Hope Bourne is probably the best-known chronicler of Exmoor living today. Through her many books and television appearances she has established herself as a champion of the Moor – its people, its customs, its landscape and its wildlife – expressed in a language both poetic and direct.
There are few other writers who can encapsulate so memorably the virtues of rural life. First published in 1978 and now being reprinted for the first time, Wild Harvest is described by the author as 'The distillation of many years' practical experience of living comfortably and happily on an incredibly small cash income,' tucked in a corner 'of one of the last remaining patches of wilderness county in this South West region of Britain. I love the wilderness. I love its space, its defiant freedom, its proud unconquered spirit, its wild and primal beauty, its challenge to the human soul.' Wild Harvest is a remarkable book by a remarkable woman.
Hope Bourne was born in Oxford in 1918 but brought up at Hartland in North Devon. She lived on Exmoor for some 60 years, for two decades in a caravan at Ferny Ball near Withypool. Growing or shooting her own food, she earned her living as a writer, publishing four books in her lifetime as well as pamphlets and a regular newspaper column. In later life three television documentaries about her life brought her to the attention of an even wider public. Hope Bourne died in August 2010 a few days short of her 92nd birthday.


Task statement:
Please output the entries that follow exactly, without a single image.
[[ Source data, beginning ]]
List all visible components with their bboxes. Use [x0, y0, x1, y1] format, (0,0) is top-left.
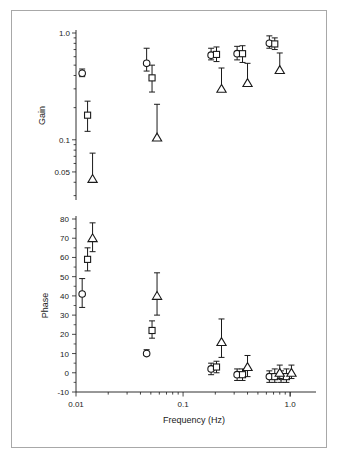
- marker-triangle: [287, 368, 296, 376]
- marker-square: [149, 75, 155, 81]
- marker-triangle: [152, 133, 161, 141]
- marker-triangle: [275, 66, 284, 74]
- gain-axis-label: Gain: [37, 106, 47, 125]
- phase-y-tick-label: 10: [60, 350, 69, 359]
- marker-circle: [143, 60, 150, 67]
- phase-x-tick-label: 0.1: [178, 400, 190, 409]
- phase-y-tick-label: 80: [60, 215, 69, 224]
- marker-triangle: [217, 84, 226, 92]
- marker-square: [85, 112, 91, 118]
- phase-y-tick-label: 30: [60, 311, 69, 320]
- phase-y-tick-label: 50: [60, 273, 69, 282]
- gain-data-group: [79, 36, 284, 182]
- phase-y-tick-label: 60: [60, 253, 69, 262]
- marker-square: [85, 256, 91, 262]
- x-axis-label: Frequency (Hz): [163, 415, 225, 425]
- marker-circle: [143, 350, 150, 357]
- phase-y-tick-label: 70: [60, 234, 69, 243]
- gain-y-tick-label: 0.05: [54, 168, 70, 177]
- gain-y-tick-label: 0.1: [59, 136, 71, 145]
- marker-square: [272, 41, 278, 47]
- marker-triangle: [88, 234, 97, 242]
- phase-y-tick-label: 20: [60, 330, 69, 339]
- gain-axis-group: 1.00.10.05Gain: [37, 29, 76, 200]
- bode-plot-figure: 1.00.10.05Gain-10010203040506070800.010.…: [0, 0, 340, 461]
- phase-y-tick-label: -10: [57, 388, 69, 397]
- phase-x-tick-label: 1.0: [285, 400, 297, 409]
- marker-square: [213, 364, 219, 370]
- marker-circle: [79, 70, 86, 77]
- phase-data-group: [79, 223, 296, 383]
- phase-y-tick-label: 0: [65, 369, 70, 378]
- marker-triangle: [243, 363, 252, 371]
- phase-y-tick-label: 40: [60, 292, 69, 301]
- gain-y-tick-label: 1.0: [59, 29, 71, 38]
- marker-triangle: [275, 368, 284, 376]
- phase-x-tick-label: 0.01: [68, 400, 84, 409]
- marker-triangle: [243, 79, 252, 87]
- phase-axis-label: Phase: [40, 293, 50, 319]
- marker-triangle: [88, 175, 97, 183]
- marker-square: [213, 51, 219, 57]
- marker-square: [149, 327, 155, 333]
- phase-axis-group: -10010203040506070800.010.11.0PhaseFrequ…: [40, 215, 316, 425]
- marker-circle: [79, 291, 86, 298]
- marker-square: [239, 51, 245, 57]
- marker-triangle: [152, 291, 161, 299]
- marker-triangle: [217, 338, 226, 346]
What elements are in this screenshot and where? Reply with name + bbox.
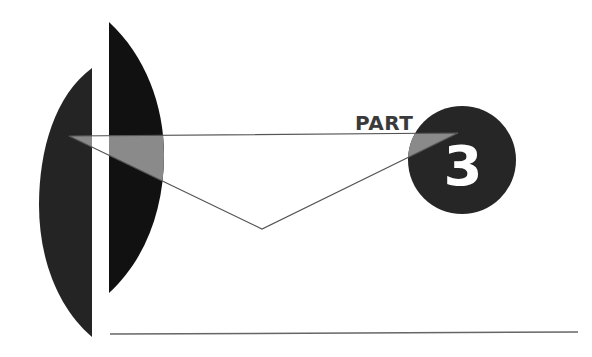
part-label: PART [355,113,413,133]
bottom-rule [110,332,578,334]
decorative-graphic [0,0,592,357]
part-number: 3 [440,138,486,194]
left-half-ellipse-shape [39,68,92,337]
part-divider-artwork: PART 3 [0,0,592,357]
[[ Source data, end ]]
Response below:
List all visible components with their bboxes. Use [x0, y0, x1, y1] format, (0,0) is top-left.
- marker-triangle: [287, 368, 296, 376]
- marker-square: [149, 75, 155, 81]
- marker-triangle: [152, 133, 161, 141]
- marker-triangle: [275, 66, 284, 74]
- gain-axis-label: Gain: [37, 106, 47, 125]
- phase-y-tick-label: 10: [60, 350, 69, 359]
- marker-circle: [143, 60, 150, 67]
- phase-x-tick-label: 0.1: [178, 400, 190, 409]
- phase-y-tick-label: 80: [60, 215, 69, 224]
- marker-triangle: [217, 84, 226, 92]
- marker-square: [85, 112, 91, 118]
- phase-y-tick-label: 30: [60, 311, 69, 320]
- phase-y-tick-label: 50: [60, 273, 69, 282]
- gain-data-group: [79, 36, 284, 182]
- phase-y-tick-label: 60: [60, 253, 69, 262]
- marker-square: [85, 256, 91, 262]
- x-axis-label: Frequency (Hz): [163, 415, 225, 425]
- marker-circle: [143, 350, 150, 357]
- phase-y-tick-label: 70: [60, 234, 69, 243]
- gain-y-tick-label: 0.05: [54, 168, 70, 177]
- gain-y-tick-label: 0.1: [59, 136, 71, 145]
- marker-square: [272, 41, 278, 47]
- marker-triangle: [88, 234, 97, 242]
- phase-y-tick-label: 20: [60, 330, 69, 339]
- gain-axis-group: 1.00.10.05Gain: [37, 29, 76, 200]
- bode-plot-figure: 1.00.10.05Gain-10010203040506070800.010.…: [0, 0, 340, 461]
- phase-y-tick-label: -10: [57, 388, 69, 397]
- phase-x-tick-label: 1.0: [285, 400, 297, 409]
- marker-square: [213, 364, 219, 370]
- marker-circle: [79, 70, 86, 77]
- phase-data-group: [79, 223, 296, 383]
- phase-y-tick-label: 0: [65, 369, 70, 378]
- marker-triangle: [243, 363, 252, 371]
- phase-y-tick-label: 40: [60, 292, 69, 301]
- gain-y-tick-label: 1.0: [59, 29, 71, 38]
- marker-triangle: [275, 368, 284, 376]
- phase-x-tick-label: 0.01: [68, 400, 84, 409]
- marker-triangle: [243, 79, 252, 87]
- phase-axis-label: Phase: [40, 293, 50, 319]
- marker-triangle: [88, 175, 97, 183]
- marker-square: [213, 51, 219, 57]
- marker-square: [149, 327, 155, 333]
- phase-axis-group: -10010203040506070800.010.11.0PhaseFrequ…: [40, 215, 316, 425]
- marker-circle: [79, 291, 86, 298]
- marker-square: [239, 51, 245, 57]
- marker-triangle: [152, 291, 161, 299]
- marker-triangle: [217, 338, 226, 346]
What elements are in this screenshot and where? Reply with name + bbox.
part-label: PART [355,113,413,133]
bottom-rule [110,332,578,334]
decorative-graphic [0,0,592,357]
part-number: 3 [440,138,486,194]
left-half-ellipse-shape [39,68,92,337]
part-divider-artwork: PART 3 [0,0,592,357]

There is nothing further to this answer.